Between fits of crying in my room, I emerge to find Nani covered in a shawl, praying in the living room. She is on her knees, rocking back and forth, counting her beads in a hypnotic trance. The first few days after, Amma prays with her. I avoid speaking to her. Her faulty memory makes me feel like I am losing two people at once. Amma takes over tasks around house, like cooking dinner or washing Nani’s clothes. The little things help restore equilibrium in our family. Slowly, too slowly, we begin to adopt new symbiotic routines.
One night, we are quietly eating dinner, and Amma can tell Nani is upset, but can’t remember why.
“What’s wrong? Did something happen?”
“Yes, Amma.”
“What happened?”
Nani and I share a look. Nani says, “I miss my husband.”
Amma tries to understand. Then she has a solution. She grabs my neck, “Why? He’s sitting right here.”

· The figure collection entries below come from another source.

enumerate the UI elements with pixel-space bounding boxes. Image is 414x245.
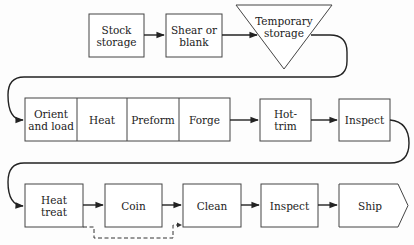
label-heat: Heat — [77, 98, 127, 141]
label-orient-and-load: Orient and load — [25, 98, 77, 141]
label-forge: Forge — [179, 98, 230, 141]
label-heat-treat: Heat treat — [25, 184, 83, 227]
label-inspect-1: Inspect — [339, 99, 390, 141]
label-shear-or-blank: Shear or blank — [166, 14, 222, 57]
label-inspect-2: Inspect — [261, 184, 318, 227]
label-temporary-storage: Temporary storage — [246, 14, 322, 40]
label-stock-storage: Stock storage — [89, 14, 144, 57]
label-coin: Coin — [105, 184, 162, 227]
label-ship: Ship — [339, 184, 401, 227]
dashed-bypass-arrowhead — [177, 223, 182, 228]
process-flow-diagram: Stock storage Shear or blank Temporary s… — [0, 0, 414, 245]
label-preform: Preform — [127, 98, 179, 141]
label-clean: Clean — [183, 184, 241, 227]
label-hot-trim: Hot- trim — [260, 99, 311, 141]
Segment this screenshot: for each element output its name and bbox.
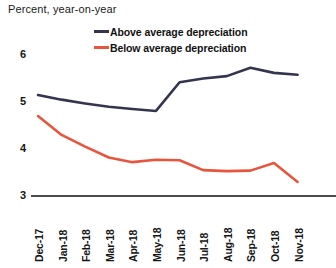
x-axis-tick-label: Jul-18: [198, 233, 210, 262]
x-axis-tick-label: Sep-18: [245, 229, 257, 262]
x-axis-tick-label: Mar-18: [104, 229, 116, 262]
x-axis-tick-label: Apr-18: [127, 230, 139, 262]
x-axis-tick-label: Feb-18: [80, 229, 92, 262]
chart-container: Percent, year-on-year Above average depr…: [0, 0, 336, 268]
x-axis-tick-label: Dec-17: [33, 229, 45, 262]
x-axis-tick-label: Jan-18: [57, 230, 69, 262]
x-axis-tick-label: Jun-18: [175, 229, 187, 262]
x-axis: Dec-17Jan-18Feb-18Mar-18Apr-18May-18Jun-…: [0, 0, 336, 268]
x-axis-tick-label: May-18: [151, 228, 163, 262]
x-axis-tick-label: Oct-18: [269, 231, 281, 262]
x-axis-tick-label: Aug-18: [222, 228, 234, 262]
x-axis-tick-label: Nov-18: [293, 228, 305, 262]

She laughs an honest, wheezing laugh. I hope she is being funny but know she is going mad.
The next morning I wake up at dawn. I sit up in bed and look for the first light crashing over the mountains. I splash water on my face, slip on a sweater, and lace up my shoes. I pass Nani in the living room, rocking back and forth in prayer. She squints at me, confused, when I pass. I see green, red, and blue vibrating proteins. I am exactly where I’m supposed to be.
I step out into the morning darkness, ready to steer the Sun across the sky.
Daanish Jamal works as a venture capital investor in San Francisco. Jamal is a recent graduate of Georgetown University (BSBA Finance) and was an Annabelle Bonner prize winner for fiction writing.